Enterprise SIEMs Missing High Number of MITRE ATT&CK Techniques
New CardinalOps research shows security information and event management (SIEM) solutions aren’t detecting 80% of MITRE ATT&CK adversary techniques.
MITRE ATT&CK is the industry-standard catalog of common adversary behaviors based on real-world observations. The analysis shows actual detection coverage remains far below what most organizations expect. Moreover, many organizations are unaware of the gap between their assumed theoretical security and the defenses they actually have in place.
The data set for this analysis spanned diverse SIEM solutions encompassing more than 14,000 log sources, thousands of detection rules, and hundreds of log source types. They also spanned diverse industry verticals including financial services, manufacturing, telecommunications, and MSSP/MDR service providers.
Using MITRE ATT&CK as the baseline, CardinalOps found that, on average:
- Enterprise SIEMs contain detections for fewer than five of the top 14 ATT&CK techniques employed by adversaries in the wild.
- SIEMs are missing detections for 80% of the complete list of 190-plus ATT&CK techniques.
- Fifteen percent of SIEM rules are broken.
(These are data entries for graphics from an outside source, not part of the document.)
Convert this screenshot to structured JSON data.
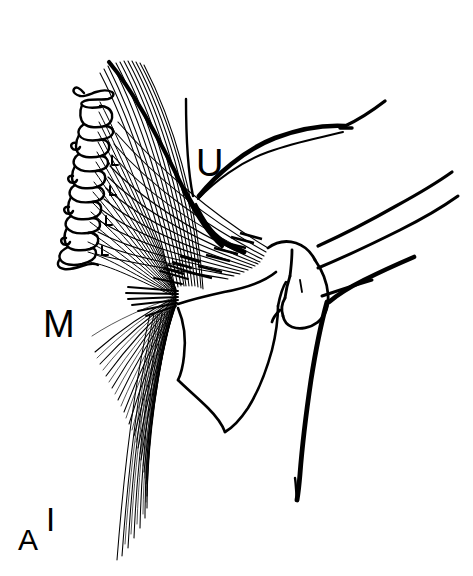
{
  "figure": {
    "kind": "anatomical-line-drawing",
    "background_color": "#ffffff",
    "ink_color": "#000000",
    "width": 473,
    "height": 576
  },
  "orientation_labels": [
    {
      "key": "U",
      "text": "U",
      "meaning": "superior"
    },
    {
      "key": "M",
      "text": "M",
      "meaning": "medial"
    },
    {
      "key": "A",
      "text": "A",
      "meaning": "anterior"
    },
    {
      "key": "I",
      "text": "I",
      "meaning": "inferior"
    }
  ],
  "labels": {
    "superior": "U",
    "medial": "M",
    "anterior": "A",
    "inferior": "I"
  },
  "structures": [
    {
      "name": "vertebral-column",
      "description": "stack of cervicothoracic vertebrae with spinous processes along the left margin"
    },
    {
      "name": "fan-shaped-muscle",
      "description": "broad triangular muscle with radiating fibers converging on a tendinous insertion"
    },
    {
      "name": "muscle-insertion",
      "description": "dense convergence of fibers at the humeral insertion"
    },
    {
      "name": "scapula",
      "description": "shoulder blade body and inferior angle"
    },
    {
      "name": "humeral-head",
      "description": "rounded proximal humerus with greater tubercle"
    },
    {
      "name": "humerus-shaft",
      "description": "long bone shaft descending to lower right"
    },
    {
      "name": "clavicle",
      "description": "curved bone running to the upper right"
    }
  ]
}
That’s primarily due to fields that are not extracted correctly or log sources that are not sending the required data.
- Seventy-five percent of organizations that forward identity logs such as Active Directory and Okta to their SIEM do not use them. That’s concerning because identity monitoring is one of the most critical data sources for strengthening zero trust.
- Seventy-five percent of out-of-the-box detection content provided by SIEM vendors is disabled due to noisiness and customization challenges experienced by detection engineering teams.
These major gaps in detection coverage can be attributed to a number of challenges faced by security operations centers (SOCs) and their detection engineering teams. At the top of the list is constant change in the threat landscape, organizational attack surfaces, and business priorities, combined with increasing complexity resulting from an ever-increasing number of log source types and telemetry from diverse data sources.
Difficulty in recruiting and retaining skilled security personnel is also a major factor. And many enterprises are still relying on manual and error-prone processes for developing new detections, which makes it difficult for engineering teams to scale effectively and reduce their backlogs, according to CardinalOps.
Michael Mumcuoglu is CardinalOps’ CEO and co-founder.
“Our goal with creating this report was not to shame security teams for having blind spots, but rather to draw management-level attention to the disparity between perceived security and actual detection quality and coverage, using MITRE ATT&CK as the benchmark,” he said. “If we’re spending all this time and money on more security tools, why are we still being hacked? We believe the answer lies in the need to apply automation and analytics to identify and fix misconfigurations in existing tools, as well as remediate the riskiest detection gaps, in order to free detection engineers to focus on more strategic activities such as investigating new and novel attack scenarios.”